For Students & Aspiring Architects
How to become an architect — and what actually matters along the way.
Why this page exists
Architecture school is long — at least seven years from A-Levels to registration. It's also rewarding, expensive, competitive and not always well explained to people considering it.
This page is a straightforward guide to the UK route into architecture, the Parts 1–3 system, what to expect at each stage, what portfolios should contain, and the practical tips no one tells you at open days.
It's written by a practising architect — not a university prospectus. We hope it's useful.
Jump to the RouteThe UK Route
To call yourself an "architect" in the UK you need to be registered with the Architects Registration Board (ARB). That requires completing a prescribed course and Part 3 — a minimum of seven years total.
Part 01
3 years · BA/BSc Architecture — An RIBA/ARB-accredited undergraduate degree. You'll build a foundation in design, history, technology and representation, and leave with a portfolio. After graduation most students take a year in practice before returning for Part 2.
Gap Year
1–2 years · "Year Out" in practice — Usually recorded on the RIBA PEDR (Professional Experience & Development Record). Paid, practical, and the best education you'll get. Most people do one year; some do two.
Part 02
2 years · MArch or Diploma — A professional postgraduate that focuses on larger, more complex projects, theory and research. This is where your architectural position starts to take shape. Competitive to enter — strong Part 1 portfolio required.
Part 03
Minimum 2 years' further practice experience + written exam + oral interview — Covers professional practice, contracts, law and management. Pass Part 3 and you can register with the ARB and call yourself "Architect".
What They Don't Tell You
It's long and expensive. Seven years minimum. Tuition fees plus at least two gap years of low-paid work. Many architects finish training with significant debt. Know this going in.
The hours at school can be intense. Crits, model-making, rendering, late-night deadlines — the culture in some schools is still punishing. The good schools are working to change this.
Your first jobs pay modestly. Part 1 salaries in the UK typically range £22k–£30k; Part 2 £28k–£40k; qualified architects £40k–£70k+ depending on city, practice size and sector.
Architecture rewards patience. Most projects take 2–5 years from first meeting to completion. You have to like the long game.
It can be one of the best jobs in the world. You shape buildings people live and work in. You solve complex problems with your hands and your head. You work with skilled craftspeople and clients who trust you. For the right temperament, it's remarkable.
Portfolio Advice
Whether you're applying to Part 1, Part 2 or your first job — a portfolio is a story about how you think. Not a catalogue of what you've made.
01
Sketches, studies, iterations, failed attempts. Finished CAD drawings are the tip of the iceberg — portfolios that show the thinking underneath are always stronger.
02
Fewer, deeper projects beat a scattershot collection. Examiners spend five minutes per portfolio on average. Make every page earn its place.
03
Physical models, ink drawings, collages. Everyone can render in Rhino — fewer people can demonstrate dexterity and judgement with materials. That stands out.
04
A paragraph of precise prose about each project — what the brief was, what moves you made, what you learned. Bad writing undermines good design. Good writing elevates it.
The Year Out
Small practice vs big practice. Small practices (under 10 people) expose you to the full process — sketch design through site — but at less complex scales. Large practices offer large projects and structured training but narrower roles. Try one of each if you can.
Ask to go to site. Visiting buildings under construction is the fastest way to understand detailing. Ask your Part 3 supervisor or a project architect if you can shadow them.
Keep a PEDR from day one. Record experience as it happens. At the end of the year you'll thank yourself. Left to the last minute it's a nightmare.
Learn Revit, AutoCAD, InDesign and SketchUp. Those are the tools most UK practices use. Rhino and Blender are bonuses. Don't arrive needing to be taught which button does what.
Get in Touch About Work ExperienceUseful Resources
Official
The Architects Registration Board (arb.org.uk) publishes the prescribed courses list. The Royal Institute of British Architects (architecture.com) runs the Part 3 programme most people take.
Reading
S, M, L, XL (Koolhaas) · Towards a New Architecture (Le Corbusier) · Thinking Architecture (Zumthor) · The Eyes of the Skin (Pallasmaa) · Metric Handbook (for reality).
Day to Day
Dezeen, The Architectural Review, Architects' Journal, The Modern House, and — if you read French — AMC. A regular diet of what other practices are doing sharpens your eye.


Search the data below for the string "Commercial" and copy all lines where it shows up.

ENTRIES PROVIDED below:

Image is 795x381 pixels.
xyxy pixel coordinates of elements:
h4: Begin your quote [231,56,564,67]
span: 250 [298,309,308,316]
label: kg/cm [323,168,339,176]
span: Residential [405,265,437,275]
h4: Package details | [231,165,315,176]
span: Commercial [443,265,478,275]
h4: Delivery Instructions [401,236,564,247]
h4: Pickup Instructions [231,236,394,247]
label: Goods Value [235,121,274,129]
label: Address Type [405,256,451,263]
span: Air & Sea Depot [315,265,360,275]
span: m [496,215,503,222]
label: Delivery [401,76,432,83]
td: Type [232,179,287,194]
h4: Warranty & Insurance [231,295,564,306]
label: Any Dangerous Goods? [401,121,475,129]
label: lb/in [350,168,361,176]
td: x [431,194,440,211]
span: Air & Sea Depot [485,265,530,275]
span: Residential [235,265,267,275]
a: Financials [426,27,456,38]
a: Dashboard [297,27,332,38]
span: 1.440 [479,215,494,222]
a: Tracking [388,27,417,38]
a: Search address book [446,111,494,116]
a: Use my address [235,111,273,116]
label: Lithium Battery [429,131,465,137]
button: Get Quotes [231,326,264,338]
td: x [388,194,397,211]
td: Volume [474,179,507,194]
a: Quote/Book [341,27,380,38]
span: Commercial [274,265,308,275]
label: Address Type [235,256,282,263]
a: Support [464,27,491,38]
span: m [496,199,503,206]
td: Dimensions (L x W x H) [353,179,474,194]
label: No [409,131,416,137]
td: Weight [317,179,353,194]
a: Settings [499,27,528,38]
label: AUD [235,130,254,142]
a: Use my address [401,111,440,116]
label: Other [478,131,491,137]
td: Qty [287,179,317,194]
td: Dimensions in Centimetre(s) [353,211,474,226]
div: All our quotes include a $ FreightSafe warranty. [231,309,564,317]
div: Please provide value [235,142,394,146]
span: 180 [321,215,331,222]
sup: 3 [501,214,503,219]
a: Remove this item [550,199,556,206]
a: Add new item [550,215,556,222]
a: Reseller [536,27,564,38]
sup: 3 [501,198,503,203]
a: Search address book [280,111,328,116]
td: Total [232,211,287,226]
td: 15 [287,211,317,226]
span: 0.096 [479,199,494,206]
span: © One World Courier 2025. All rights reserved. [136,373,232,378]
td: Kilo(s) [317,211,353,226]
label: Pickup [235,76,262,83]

End of ENTRIES PROVIDED.

*SOLVED EXERCISE*:
span: Commercial [443,265,478,275]
span: Commercial [274,265,308,275]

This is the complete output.